The IAPA expressed consternation at the spiraling violence against the press in Honduras and Mexico where seven journalists have been murdered so far this year. The organization called for greater diligence and concern by authorities in both countries just days before starting its midyear meeting in Aruba.

The latest journalist killed in Honduras -- the third case this month – is Nahún Palacios, 33. Palacios, who had reported receiving death threats, was the news director for television channel Canal 5 in Aguán and host of a news program on Radio Tocoa on Honduras’ Atlantic coast. Palacios’ girlfriend and another person were seriously injured in the March 14 attack.

Palacios was the second journalist to be murdered in that region of the Central American country in less than a week, following the March 11th killing of David Meza; in the capital, Tegucigalpa, Joseph Hernández Ochoa was slain on March 1st. These are added to the unsolved murders of Bernardo Rivera Paz, Santiago Rafael Munguía and Gabriel Fino Noriega, all killed in Honduras in 2009.

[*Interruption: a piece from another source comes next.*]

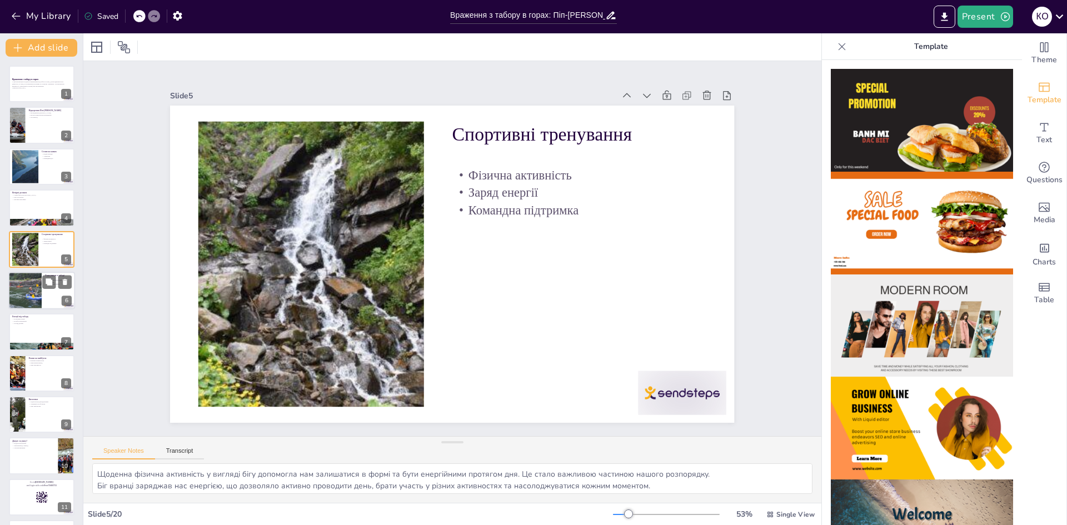 This screenshot has height=525, width=1067. What do you see at coordinates (42, 486) in the screenshot?
I see `p: and login with code` at bounding box center [42, 486].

In Mexico, where violence unleashed by organized crime is on the increase, Friday, March 12, witnessed the murder of Evaristo Pacheco Solís, a reporter with the weekly newspaper Visión Informativo in Chilpancingo, Guerrero. His was the fourth murder of a journalist so far this year in Mexico, bringing to 43 the total since 2005, 13 of which occurred in 2009. During the same period 15 journalists were reported missing, five recently in Tamaulipas. The whereabouts of all remain unknown.

IAPA President Alejandro Aguirre declared, “There can be no doubt that we face one of the most tragic moments in the history of the Latin American press.” Aguirre, editor of the Miami, Florida, Spanish-language newspaper Diario Las Américas, added that “the increase in violent acts clearly demonstrates that the governments concerned need to strengthen their investigative efforts as well as produce legal and judicial reforms to combat violence and this vicious circle of impunity.”

Robert Rivard, chairman of the IAPA’s Committee on Freedom of the Press and Information, said, “There is tremendous frustration with the high level of violence among all the human rights and press freedom defense organizations.” Rivard, editor of the San Antonio Express-News, Texas, added that “the IAPA will continue its help by training journalists and media in high risk areas and continuing to pressure authorities to respond with urgency; each murder of a journalist is a crime against the people’s right to be informed.”

Aguirre and Rivard announced that the issue of violence against journalists and the strategies for halting it will be the principal topic at the IAPA’s Midyear Meeting in Aruba beginning this Friday, March 22.